Flash Point (2007) Review

Verdict
4

Summary

Flash Point is widely regarded as one of Yen’s best movies and although I prefer Ip Man, this is way up there and pretty much essential for all DVD collections.

Plot: A hot-headed inspector takes on a small but powerful Vietnamese-Chinese gang, after a series of crimes and murder attempts committed and putting an undercover cop and his girlfriend in great danger.

Review: This really is an essential movie for all fans of old-school action; yes, it’s got martial arts in it but Flash Point actually feels like an 80’s action movie with Donnie Yen as a bad ass cop who plays by his own rules in order to get the job done. The only thing it missed was a shouty police chief.

Donnie Yen is unbelievably cool in this movie and like in the Ip Man series, he lights up the screen as soon as he walks on. He barely says anything in this movie, he just hurts people and that’s just the way I like it.

He does have a bit of a smaller role though and the main character is essentially the undercover cop Wilson played by Louis Koo. Poor Wilson spends most of the film being beat up or shot at and doesn’t have a fun time. You are totally on his side though and wonder if he’ll make it out alive, especially in the final battle.

The first half is a standard undercover cop movie but manages to be tense because you care about the characters. At first you aren’t even sure just how evil the bad guys are because of how they take care of their mother who is sick. As the story progresses though you will have zero sympathy for these villains as they really are complete turds.

Although the first half didn’t have much in the way of hand to hand combat, by God do we get it in the second half. Donnie Yen’s climactic fight with Collin Chou is astoundingly choreographed and I wish that more Hollywood movies could be shot this way.

Unfortunately, the version I saw was dubbed so it’s difficult to tell what the performances were like but from what I gathered they were excellent. The film was tough and violent as Hell with limbs being snapped left and right, so that’s another point in its favour.

It’s got a great score too with an almost new age sound to it which really creates a different sort of vibe for the movie.

Overall, Flash Point is widely regarded as one of Yen’s best movies and although I prefer Ip Man, this is way up there and pretty much essential for all DVD collections.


Activity:
What lines of the data below hold the string "long"? Copy each one out.

[[ Data records, beginning ]]

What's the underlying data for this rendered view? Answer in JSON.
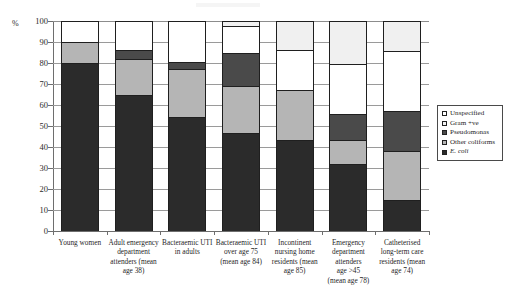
{
  "chart_data": {
    "type": "bar",
    "subtype": "stacked-bar-100-percent",
    "title": "",
    "xlabel": "",
    "ylabel": "%",
    "ylim": [
      0,
      100
    ],
    "ytick_step": 10,
    "yticks": [
      0,
      10,
      20,
      30,
      40,
      50,
      60,
      70,
      80,
      90,
      100
    ],
    "grid": true,
    "grid_axis": "y",
    "legend_position": "right",
    "stack_order_bottom_to_top": [
      "E. coli",
      "Other coliforms",
      "Pseudomonas",
      "Unspecified",
      "Gram +ve"
    ],
    "categories": [
      "Young women",
      "Adult emergency department attenders (mean age 38)",
      "Bacteraemic UTI in adults",
      "Bacteraemic UTI over age 75 (mean age 84)",
      "Incontinent nursing home residents (mean age 85)",
      "Emergency department attenders age >45 (mean age 78)",
      "Catheterised long-term care residents (mean age 74)"
    ],
    "series": [
      {
        "name": "E. coli",
        "color": "#2b2b2b",
        "values": [
          80.0,
          65.0,
          54.5,
          46.5,
          43.5,
          32.0,
          15.0
        ]
      },
      {
        "name": "Other coliforms",
        "color": "#b5b5b5",
        "values": [
          10.0,
          17.0,
          22.5,
          22.5,
          23.5,
          11.5,
          23.0
        ]
      },
      {
        "name": "Pseudomonas",
        "color": "#4a4a4a",
        "values": [
          0.0,
          4.0,
          3.5,
          16.0,
          0.0,
          12.0,
          19.0
        ]
      },
      {
        "name": "Unspecified",
        "color": "#ffffff",
        "values": [
          10.0,
          14.0,
          19.5,
          12.5,
          19.0,
          24.0,
          28.5
        ]
      },
      {
        "name": "Gram +ve",
        "color": "#f0f0f0",
        "values": [
          0.0,
          0.0,
          0.0,
          2.5,
          14.0,
          20.5,
          14.5
        ]
      }
    ],
    "cumulative_tops": [
      {
        "category": "Young women",
        "E. coli": 80.0,
        "Other coliforms": 90.0,
        "Pseudomonas": 90.0,
        "Unspecified": 100.0,
        "Gram +ve": 100.0
      },
      {
        "category": "Adult emergency department attenders (mean age 38)",
        "E. coli": 65.0,
        "Other coliforms": 82.0,
        "Pseudomonas": 86.0,
        "Unspecified": 100.0,
        "Gram +ve": 100.0
      },
      {
        "category": "Bacteraemic UTI in adults",
        "E. coli": 54.5,
        "Other coliforms": 77.0,
        "Pseudomonas": 80.5,
        "Unspecified": 100.0,
        "Gram +ve": 100.0
      },
      {
        "category": "Bacteraemic UTI over age 75 (mean age 84)",
        "E. coli": 46.5,
        "Other coliforms": 69.0,
        "Pseudomonas": 85.0,
        "Unspecified": 97.5,
        "Gram +ve": 100.0
      },
      {
        "category": "Incontinent nursing home residents (mean age 85)",
        "E. coli": 43.5,
        "Other coliforms": 67.0,
        "Pseudomonas": 67.0,
        "Unspecified": 86.0,
        "Gram +ve": 100.0
      },
      {
        "category": "Emergency department attenders age >45 (mean age 78)",
        "E. coli": 32.0,
        "Other coliforms": 43.5,
        "Pseudomonas": 55.5,
        "Unspecified": 79.5,
        "Gram +ve": 100.0
      },
      {
        "category": "Catheterised long-term care residents (mean age 74)",
        "E. coli": 15.0,
        "Other coliforms": 38.0,
        "Pseudomonas": 57.0,
        "Unspecified": 85.5,
        "Gram +ve": 100.0
      }
    ]
  },
  "axis": {
    "y_unit_label": "%",
    "ytick_labels": [
      "100",
      "90",
      "80",
      "70",
      "60",
      "50",
      "40",
      "30",
      "20",
      "10",
      "0"
    ]
  },
  "xlabels": [
    {
      "lines": [
        "Young women"
      ]
    },
    {
      "lines": [
        "Adult emergency",
        "department",
        "attenders (mean",
        "age 38)"
      ]
    },
    {
      "lines": [
        "Bacteraemic UTI",
        "in adults"
      ]
    },
    {
      "lines": [
        "Bacteraemic UTI",
        "over age 75",
        "(mean age 84)"
      ]
    },
    {
      "lines": [
        "Incontinent",
        "nursing home",
        "residents (mean",
        "age 85)"
      ]
    },
    {
      "lines": [
        "Emergency",
        "department",
        "attenders",
        "age >45",
        "(mean age 78)"
      ]
    },
    {
      "lines": [
        "Catheterised",
        "long-term care",
        "residents (mean",
        "age 74)"
      ]
    }
  ],
  "legend": {
    "items": [
      {
        "label": "Unspecified",
        "color": "#ffffff",
        "italic": false
      },
      {
        "label": "Gram +ve",
        "color": "#f2f2f2",
        "italic": false
      },
      {
        "label": "Pseudomonas",
        "color": "#4a4a4a",
        "italic": false
      },
      {
        "label": "Other coliforms",
        "color": "#b5b5b5",
        "italic": false
      },
      {
        "label": "E. coli",
        "color": "#2b2b2b",
        "italic": true
      }
    ]
  }
}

[[ Data records, end ]]

Exercise output:
      "Catheterised long-term care residents (mean age 74)"
        "category": "Catheterised long-term care residents (mean age 74)",
        "long-term care",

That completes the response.